House debates

Monday, 7 December 2020

Private Members' Business

Workplace Relations

7:04 pm

Photo of Tim WilsonTim Wilson (Goldstein, Liberal Party) Share this | Hansard source

I rise to support the important motion moved by my good friend the member for Mackellar. Labor should not be holding vital medicines hostage and turning Australia's wharves into battlefields during the COVID-19 crisis. With the complicit silence of federal Labor, the Maritime Union of Australia has been leveraging the COVID crisis to run industrial action at ports in Melbourne, Sydney, Brisbane and Fremantle. Under the cover of pay-rise strike action, the MUA is refusing to unload containers of vital medicines. At the beginning of October, it was estimated that over 100,000 containers were already caught up in the disruption. Thirty-eight ships were also facing delays to their berthing schedule. This meaningless chaos is creating additional expenses for Australian importers and exporters, who are already suffering under the COVID recession. The actions have threatened trade worth 5.4 per cent of GDP in New South Wales alone. With cargo banked up, imported goods are at risk of becoming more expensive, and this will hurt Australian consumers. In short, everyone loses as long as the MUA wins.

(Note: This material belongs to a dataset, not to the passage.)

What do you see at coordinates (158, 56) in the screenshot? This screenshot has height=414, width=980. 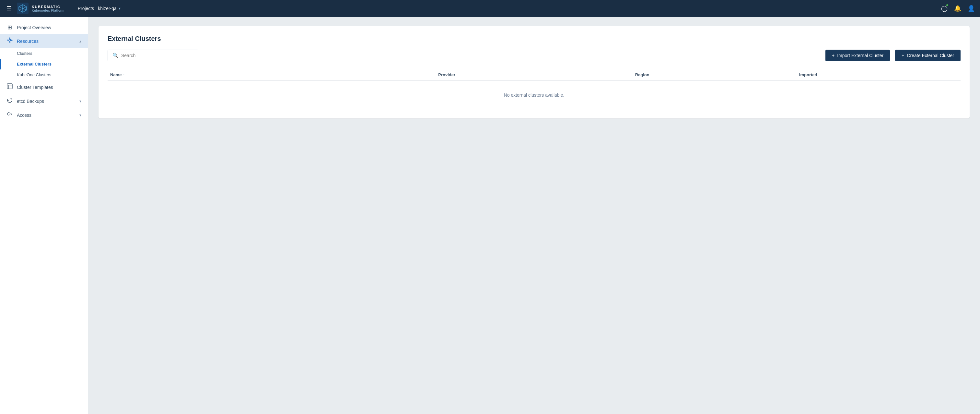 I see `search-input` at bounding box center [158, 56].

But, even more astonishingly, the union has been slowing the supply of vital medicines that Australians have needed. The CEO of Patrick Terminals says he has fielded calls from freight forwarders who were waiting weeks to unload vital diabetes medications. Medicines company Arititek has revealed it was facing order rejections from overseas suppliers due to the uncertainty over delivery and payments. Medicines Australia CEO Elizabeth de Somer was warned the unions' calls for reduced work hours would likely lead to entrenched medicine shortages. The strength and flexibility of each nation's health system has drawn a fine line between lives saved and lost during this crisis. Frankly, it's sickening that the MUA was happy to squeeze out our health system's resources in this context.

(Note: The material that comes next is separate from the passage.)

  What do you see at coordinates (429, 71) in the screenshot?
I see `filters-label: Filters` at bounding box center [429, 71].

During the pandemic, Australians have made all sorts of sacrifices to protect their neighbours from COVID-19. Frontline hospital workers, doctors, nurses and GPs have put their own lives at risk to ensure Australians could be tested and treated, and we give thanks. We would expect that so many other people could do similar things. Business owners have shut their doors to stop the virus spreading. Tragically, many will never open again. Workers in hospitality, retail, tourism and other sectors have lost their jobs. Many have been forced onto welfare for the first time in their lives. Young Australians have sacrificed months of schooling and time with their friends. Victorians have surrendered their freedoms and their mental wellbeing through a long and painful winter in lockdown. Instead of embracing this spirit of solidarity and helping build resilience in our community, sadly, the MUA has held Australians hostage to extract their own selfish objectives. While the union demands pay rises, other Australians are dealing with the realities of COVID-19 in lost jobs and collapsed businesses. Now is the time that we should be backing our fellow Australians, not pursuing selfish, sectional, self-interested concerns which only hurt the broader community.

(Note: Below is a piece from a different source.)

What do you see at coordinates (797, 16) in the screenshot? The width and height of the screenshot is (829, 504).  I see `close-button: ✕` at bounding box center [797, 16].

Sadly, of course, this is not the first time that unions have done exactly this type of action and undermined our nation in a time of crisis. Historian Hal Colebatch has described how union action during World War II undermined food and ammunition supplies to Australian troops facing the Japanese in New Guinea. As the Prime Minister has said, the MUA's action campaign is nothing but an extortion against the Australian people in the middle of a pandemic and a recession. Australians should be disgusted and are disgusted. Even the union itself is quietly ashamed of its own conduct. Rather than taking ownership for the disruption and delays, it has told false tales of faulty equipment and poor executive management. So far, the Labor Party have been silent in condemning this despicable action and runs interference for it in this parliament. They are complicit. If they had any concern for anything other than their own careers and their own puppet masters, the Leader of the Opposition and his apparatchiks would have the courage to stand up and condemn this despicable behaviour. As true as ever, Labor is happy to back militant unions against the interests of Australians and Australia—a gaping contrast to the productive approach taken by the Prime Minister during this crisis. It is time for the MUA to end this campaign of extortion and allow its members to get back to work and to back Australians and not to indulge in this selfish, self-interested, self-inflating practice again.